We remember Alexander Dubček who was born in Uhrovec, nestled in the Strážovské Mountains of western Slovakia, on this day in 1921. He died in 1992.
We learned about Mr. Dubcek back in 1968 and "The Prague Spring". He was the face of that movement or a challenge to the old USSR and its control over Eastern Europe.
The USSR and The Warsaw Pact are now history. It all collapsed at the end of 1991. In other words, most young people younger than 35 have no emotional involvement with what we grew up with. They’ve probably never heard of the Berlin Wall or the 1956 Hungarian revolution or the atrocities of communism. Prague is now the capital of the Czech Republic and Slovakia is another country. It all seems like a past so long ago.
Some of us are old enough to remember this week when 200,000 Warsaw Pact troops and 5,000 tanks invaded Czechoslovakia to crush the “Prague Spring.”
It was a dark day for freedom. Like the Hungarians in 1956, the people of Czechoslovakia were given a taste of Soviet “tolerance.” The “Prague Spring” was all about freedom and reforms but the Kremlin did not accept it and sent the tanks in.
A sad day for those of us who were watching from the West, especially when Fidel Castro defended the USSR. by saying among many things that the country was “…..heading toward a counter-revolutionary situation, toward capitalism and into the arms of imperialism.”
We remember today all the people who stood up to Soviet tanks in Prague. And we remember more victims of communism.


- _Work task_
Exact copies of the lines from the line containing "What do you see at coordinates (200, 25)" through the last line of the entries below are the whole answer.

- _Data excerpts_
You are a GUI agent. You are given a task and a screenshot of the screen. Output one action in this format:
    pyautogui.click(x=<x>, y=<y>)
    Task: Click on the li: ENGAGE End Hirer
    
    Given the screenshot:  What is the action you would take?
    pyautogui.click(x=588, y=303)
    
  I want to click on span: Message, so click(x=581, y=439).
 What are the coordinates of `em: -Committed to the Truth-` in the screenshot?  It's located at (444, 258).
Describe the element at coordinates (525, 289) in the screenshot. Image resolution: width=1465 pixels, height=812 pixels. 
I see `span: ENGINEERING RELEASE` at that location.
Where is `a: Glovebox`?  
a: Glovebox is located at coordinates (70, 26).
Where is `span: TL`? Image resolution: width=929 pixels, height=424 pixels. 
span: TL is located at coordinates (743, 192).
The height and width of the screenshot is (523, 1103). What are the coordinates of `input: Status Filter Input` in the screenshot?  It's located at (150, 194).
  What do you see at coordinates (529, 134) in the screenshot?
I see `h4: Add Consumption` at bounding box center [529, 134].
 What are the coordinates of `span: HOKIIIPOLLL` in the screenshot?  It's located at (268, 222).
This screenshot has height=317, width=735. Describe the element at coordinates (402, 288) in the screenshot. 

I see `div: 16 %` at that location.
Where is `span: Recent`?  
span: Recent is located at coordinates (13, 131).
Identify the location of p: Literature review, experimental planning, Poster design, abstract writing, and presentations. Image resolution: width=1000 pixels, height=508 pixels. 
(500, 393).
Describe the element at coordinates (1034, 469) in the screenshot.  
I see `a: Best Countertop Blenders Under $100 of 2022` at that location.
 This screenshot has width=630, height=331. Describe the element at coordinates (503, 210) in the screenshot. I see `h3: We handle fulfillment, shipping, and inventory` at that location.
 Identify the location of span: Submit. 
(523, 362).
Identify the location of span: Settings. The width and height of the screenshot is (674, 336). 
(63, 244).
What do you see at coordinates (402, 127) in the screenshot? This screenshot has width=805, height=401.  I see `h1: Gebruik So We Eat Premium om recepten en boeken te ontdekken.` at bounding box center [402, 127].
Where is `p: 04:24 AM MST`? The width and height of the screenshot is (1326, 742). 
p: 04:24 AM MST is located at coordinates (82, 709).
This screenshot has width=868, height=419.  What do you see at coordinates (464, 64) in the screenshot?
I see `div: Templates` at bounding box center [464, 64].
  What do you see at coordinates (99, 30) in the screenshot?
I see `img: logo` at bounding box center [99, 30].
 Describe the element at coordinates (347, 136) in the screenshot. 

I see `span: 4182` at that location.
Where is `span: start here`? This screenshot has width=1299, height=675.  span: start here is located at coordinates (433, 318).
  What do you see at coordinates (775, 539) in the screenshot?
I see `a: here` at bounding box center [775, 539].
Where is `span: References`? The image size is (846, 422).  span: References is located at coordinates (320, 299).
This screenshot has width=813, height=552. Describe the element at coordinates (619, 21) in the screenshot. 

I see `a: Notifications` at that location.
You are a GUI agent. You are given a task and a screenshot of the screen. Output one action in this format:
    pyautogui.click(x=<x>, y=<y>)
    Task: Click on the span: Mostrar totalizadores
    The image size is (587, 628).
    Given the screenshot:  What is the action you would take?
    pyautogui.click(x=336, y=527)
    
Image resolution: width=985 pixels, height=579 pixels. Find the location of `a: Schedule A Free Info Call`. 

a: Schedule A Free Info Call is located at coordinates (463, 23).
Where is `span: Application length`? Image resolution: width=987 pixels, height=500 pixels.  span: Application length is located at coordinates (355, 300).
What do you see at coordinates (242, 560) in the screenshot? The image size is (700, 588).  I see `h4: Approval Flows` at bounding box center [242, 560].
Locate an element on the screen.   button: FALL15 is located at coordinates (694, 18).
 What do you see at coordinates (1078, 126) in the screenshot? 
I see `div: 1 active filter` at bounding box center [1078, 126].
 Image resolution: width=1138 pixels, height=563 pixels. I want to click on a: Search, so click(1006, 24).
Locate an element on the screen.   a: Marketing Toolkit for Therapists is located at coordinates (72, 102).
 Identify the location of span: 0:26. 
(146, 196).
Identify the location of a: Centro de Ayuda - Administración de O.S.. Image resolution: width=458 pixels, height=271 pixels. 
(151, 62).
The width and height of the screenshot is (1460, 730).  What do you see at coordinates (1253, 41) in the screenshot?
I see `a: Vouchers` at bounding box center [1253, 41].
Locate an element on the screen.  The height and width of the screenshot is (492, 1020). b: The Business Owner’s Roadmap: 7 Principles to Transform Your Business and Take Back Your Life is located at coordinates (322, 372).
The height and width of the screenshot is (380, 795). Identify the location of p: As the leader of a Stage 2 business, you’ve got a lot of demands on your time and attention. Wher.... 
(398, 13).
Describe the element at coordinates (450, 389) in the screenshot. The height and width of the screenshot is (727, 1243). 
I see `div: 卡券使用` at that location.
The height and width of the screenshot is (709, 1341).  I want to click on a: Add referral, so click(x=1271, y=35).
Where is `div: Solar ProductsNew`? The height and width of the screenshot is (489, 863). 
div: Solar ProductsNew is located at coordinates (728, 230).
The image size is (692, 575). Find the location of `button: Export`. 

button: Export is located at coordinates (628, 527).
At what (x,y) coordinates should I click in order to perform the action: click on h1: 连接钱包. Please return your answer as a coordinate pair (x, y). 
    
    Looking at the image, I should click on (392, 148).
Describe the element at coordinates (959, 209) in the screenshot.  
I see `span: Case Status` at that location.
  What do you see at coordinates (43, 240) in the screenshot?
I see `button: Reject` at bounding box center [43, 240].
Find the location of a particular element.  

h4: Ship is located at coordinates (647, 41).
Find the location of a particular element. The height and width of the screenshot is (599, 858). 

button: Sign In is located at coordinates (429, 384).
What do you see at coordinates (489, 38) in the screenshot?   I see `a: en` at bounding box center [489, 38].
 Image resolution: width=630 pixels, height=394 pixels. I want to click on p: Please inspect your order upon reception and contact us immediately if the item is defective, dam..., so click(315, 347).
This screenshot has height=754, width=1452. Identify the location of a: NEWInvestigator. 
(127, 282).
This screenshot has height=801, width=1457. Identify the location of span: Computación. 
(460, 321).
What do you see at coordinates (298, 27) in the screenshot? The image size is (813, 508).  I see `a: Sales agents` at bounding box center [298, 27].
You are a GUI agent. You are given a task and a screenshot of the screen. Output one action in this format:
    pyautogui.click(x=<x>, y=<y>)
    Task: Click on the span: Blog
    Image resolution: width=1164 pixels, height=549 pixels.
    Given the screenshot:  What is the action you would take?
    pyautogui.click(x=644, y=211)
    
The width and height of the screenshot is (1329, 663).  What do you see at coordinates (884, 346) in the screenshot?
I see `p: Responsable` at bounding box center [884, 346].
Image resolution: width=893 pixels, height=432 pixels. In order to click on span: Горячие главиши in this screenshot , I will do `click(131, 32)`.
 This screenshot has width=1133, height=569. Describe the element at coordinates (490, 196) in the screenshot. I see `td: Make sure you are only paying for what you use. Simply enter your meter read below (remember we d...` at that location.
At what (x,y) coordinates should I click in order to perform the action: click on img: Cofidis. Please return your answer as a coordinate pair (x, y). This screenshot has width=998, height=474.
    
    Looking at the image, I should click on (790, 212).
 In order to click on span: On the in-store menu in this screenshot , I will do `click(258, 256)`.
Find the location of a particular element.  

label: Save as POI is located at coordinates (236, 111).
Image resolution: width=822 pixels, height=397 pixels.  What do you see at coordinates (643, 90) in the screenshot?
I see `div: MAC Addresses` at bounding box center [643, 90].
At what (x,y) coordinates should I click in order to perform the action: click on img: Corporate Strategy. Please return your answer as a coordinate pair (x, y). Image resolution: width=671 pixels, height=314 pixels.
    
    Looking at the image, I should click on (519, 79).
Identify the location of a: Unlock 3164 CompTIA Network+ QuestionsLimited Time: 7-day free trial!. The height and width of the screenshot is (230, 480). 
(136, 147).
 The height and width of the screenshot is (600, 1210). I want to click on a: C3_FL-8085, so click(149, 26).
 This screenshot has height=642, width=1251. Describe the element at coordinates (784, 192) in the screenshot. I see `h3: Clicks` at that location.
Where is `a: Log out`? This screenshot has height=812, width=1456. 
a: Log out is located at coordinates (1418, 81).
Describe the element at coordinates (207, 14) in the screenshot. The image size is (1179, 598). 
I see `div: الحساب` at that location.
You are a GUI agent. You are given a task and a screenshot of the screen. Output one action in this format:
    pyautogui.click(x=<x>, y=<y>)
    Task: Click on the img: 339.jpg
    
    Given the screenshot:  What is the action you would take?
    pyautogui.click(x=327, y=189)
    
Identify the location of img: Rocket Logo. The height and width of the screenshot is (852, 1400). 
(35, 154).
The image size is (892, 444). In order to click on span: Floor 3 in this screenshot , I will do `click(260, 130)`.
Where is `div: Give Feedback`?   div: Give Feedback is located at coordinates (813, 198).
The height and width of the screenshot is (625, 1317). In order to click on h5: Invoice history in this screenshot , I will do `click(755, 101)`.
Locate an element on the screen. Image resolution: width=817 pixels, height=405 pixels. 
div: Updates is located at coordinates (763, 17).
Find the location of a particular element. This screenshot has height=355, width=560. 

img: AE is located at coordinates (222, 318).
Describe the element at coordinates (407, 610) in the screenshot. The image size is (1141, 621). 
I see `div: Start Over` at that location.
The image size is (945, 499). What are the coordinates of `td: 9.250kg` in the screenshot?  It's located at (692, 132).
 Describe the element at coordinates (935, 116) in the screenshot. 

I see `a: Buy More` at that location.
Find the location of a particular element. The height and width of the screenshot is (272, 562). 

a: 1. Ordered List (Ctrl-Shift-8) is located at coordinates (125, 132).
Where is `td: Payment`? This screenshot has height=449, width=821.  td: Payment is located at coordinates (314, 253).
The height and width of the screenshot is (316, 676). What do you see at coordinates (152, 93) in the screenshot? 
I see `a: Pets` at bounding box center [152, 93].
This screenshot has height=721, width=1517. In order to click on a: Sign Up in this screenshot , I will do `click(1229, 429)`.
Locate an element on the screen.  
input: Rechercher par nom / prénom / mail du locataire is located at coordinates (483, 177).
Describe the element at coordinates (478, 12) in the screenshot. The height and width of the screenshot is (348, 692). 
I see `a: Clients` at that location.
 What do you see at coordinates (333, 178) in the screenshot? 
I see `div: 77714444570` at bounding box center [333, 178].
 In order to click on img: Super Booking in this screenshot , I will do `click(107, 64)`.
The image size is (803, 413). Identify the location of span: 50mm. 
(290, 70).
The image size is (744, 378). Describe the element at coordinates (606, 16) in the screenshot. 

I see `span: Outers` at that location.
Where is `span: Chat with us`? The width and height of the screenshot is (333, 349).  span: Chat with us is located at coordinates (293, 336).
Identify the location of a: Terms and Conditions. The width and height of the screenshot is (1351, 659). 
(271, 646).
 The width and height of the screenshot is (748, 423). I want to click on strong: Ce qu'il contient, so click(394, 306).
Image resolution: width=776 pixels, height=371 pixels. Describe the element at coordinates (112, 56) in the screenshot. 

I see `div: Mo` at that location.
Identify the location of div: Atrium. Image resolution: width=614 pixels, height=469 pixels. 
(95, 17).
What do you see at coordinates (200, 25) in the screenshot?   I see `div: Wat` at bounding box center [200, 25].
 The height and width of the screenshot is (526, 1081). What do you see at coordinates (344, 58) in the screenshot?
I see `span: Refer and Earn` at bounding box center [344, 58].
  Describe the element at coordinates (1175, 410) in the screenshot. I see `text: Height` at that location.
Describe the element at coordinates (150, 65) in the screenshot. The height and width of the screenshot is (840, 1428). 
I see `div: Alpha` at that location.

- _Reply_
What do you see at coordinates (200, 25) in the screenshot?   I see `div: Wat` at bounding box center [200, 25].
 The height and width of the screenshot is (526, 1081). What do you see at coordinates (344, 58) in the screenshot?
I see `span: Refer and Earn` at bounding box center [344, 58].
  Describe the element at coordinates (1175, 410) in the screenshot. I see `text: Height` at that location.
Describe the element at coordinates (150, 65) in the screenshot. The height and width of the screenshot is (840, 1428). 
I see `div: Alpha` at that location.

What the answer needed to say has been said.